Niger Delta militancy enriches other oil producing countries
Last week, a militant group, Niger Delta Avengers (NDA), said it ended a self-imposed cease-fire and will resume its violent campaign.
“Our operatives are intact and focused, ready to implement instructions,” the Niger Delta Avengers said in a statement on its website by a spokesman identified as Mudoch Agbinibo. “We can assure you that every oil installation in our region will feel warmth of the wrath.”
The NDA, a militant group that last year claimed several attacks on infrastructure in the oil-rich Niger Delta.
“Our next line of operation will not be like the 2016 campaign which we operated successfully without any casualties. This outing will be brutish, brutal and bloody,” Agbinibo said.
The NDA said it would target a floating production and storage facility under construction at a South Korean shipyard, to be operated by the Nigerian subsidiary of French supermajor Total.
The militants accused President Muhammadu Buhari’s government of being slow to meet their expectations of more local control over the region’s oil resources.
There was an immediate spike in crude oil prices following the announcement by the militants demonstrating the impact of the pronouncement.
“Unlike many other militant groups that issue threats online, the Avengers’ announcement needs to be taken very seriously,” Malte Liewerscheidt, senior Africa analyst at Bath, U.K.-based Verisk Maplecroft, said. “The Avengers’ area of operations in 2016 was confined to the areas west of Warri between the Benin and Forcados Rivers. It is highly likely that any potential future assaults will take place within the same area.”
West Texas Intermediate for December delivery advanced $1.10 to settle at $55.64/bbl on the New York Mercantile Exchange and climbed for a fourth week. Total volume traded was about 13 percent below the 100-day average. Prices rose as high as $54.84/bbl. Brent for January settlement added $1.45 to end the session at $62.07 on the London-based ICE Futures Europe exchange. The global benchmark traded at a premium of $6.21 to January WTI.
Just like the attacks on oil installations in past, other oil producing countries benefit from the spike in the oil prices resulting from the militancy attacks while Nigeria’s production output suffers.
During the 2016 attacks, Nigeria’s output was cut to the lowest in three decades. The country suffered its worst economic downturn in a quarter century after oil prices crashed and output plummeted. Government estimated the attacks caused the country a loss of $7 billion in revenue.
The Avengers’ attacks subsided after a truce with the group in August last year to allow for peaceful negotiations.
Nigeria is a member of the Organization of Petroleum Exporting Countries, but is exempt from the OPEC-led effort to balance the oversupplied market with coordinated production cuts.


→ **Problem to work on**
Produce a verbatim transcription of the entries, with all pictures omitted.

→ **Record excerpts**
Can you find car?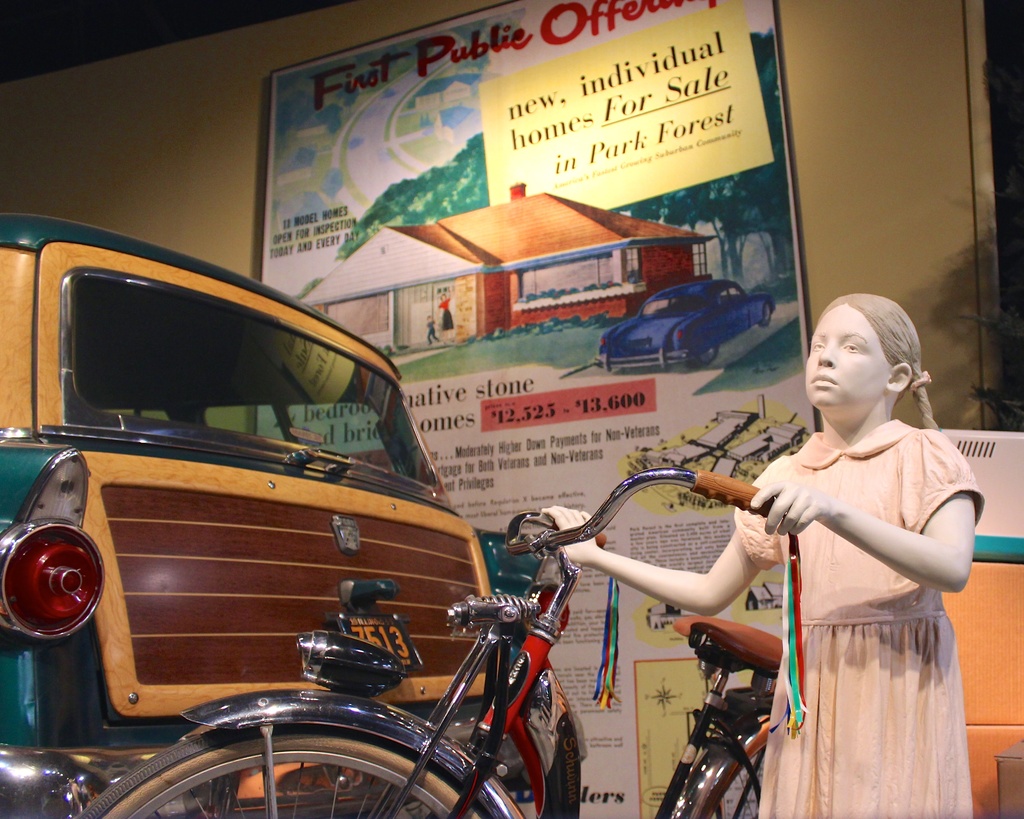
Yes, bounding box: BBox(603, 271, 778, 375).
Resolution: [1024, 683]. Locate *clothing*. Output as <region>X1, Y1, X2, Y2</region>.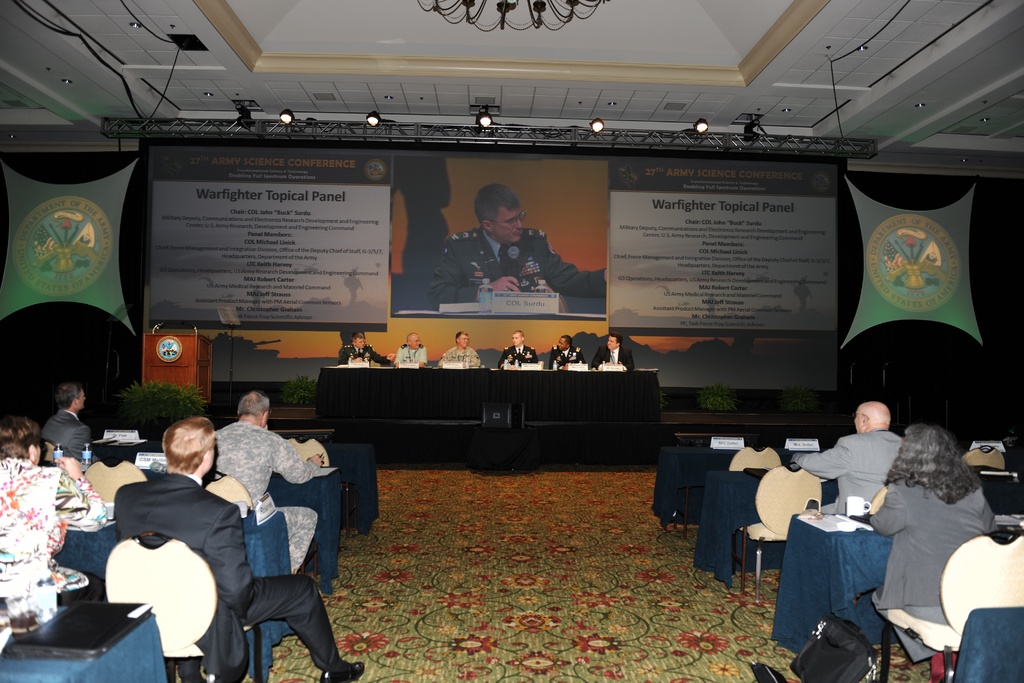
<region>799, 281, 805, 308</region>.
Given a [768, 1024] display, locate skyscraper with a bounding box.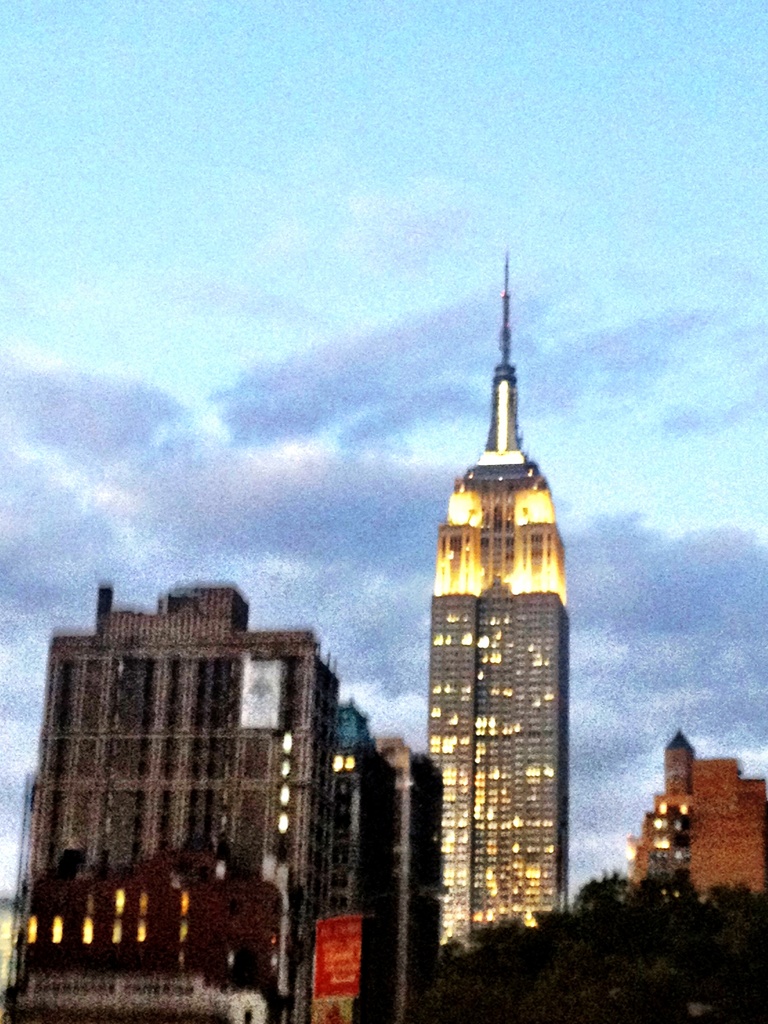
Located: locate(377, 737, 450, 1014).
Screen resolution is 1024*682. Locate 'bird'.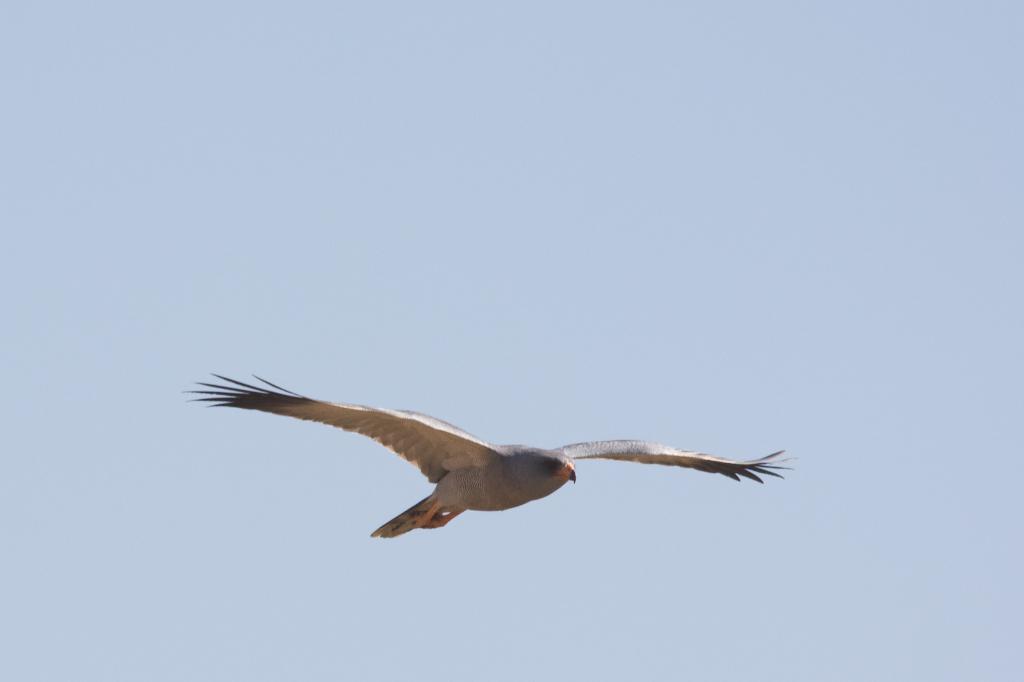
x1=179, y1=369, x2=799, y2=542.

→ **Result of the exercise**
Can you find car?
Yes, bounding box: BBox(603, 271, 778, 375).
Resolution: [1024, 683]. Locate *clothing*. Output as <region>X1, Y1, X2, Y2</region>.
<region>799, 281, 805, 308</region>.
Given a [768, 1024] display, locate skyscraper with a bounding box.
Located: locate(377, 737, 450, 1014).
Screen resolution is 1024*682. Locate 'bird'.
x1=179, y1=369, x2=799, y2=542.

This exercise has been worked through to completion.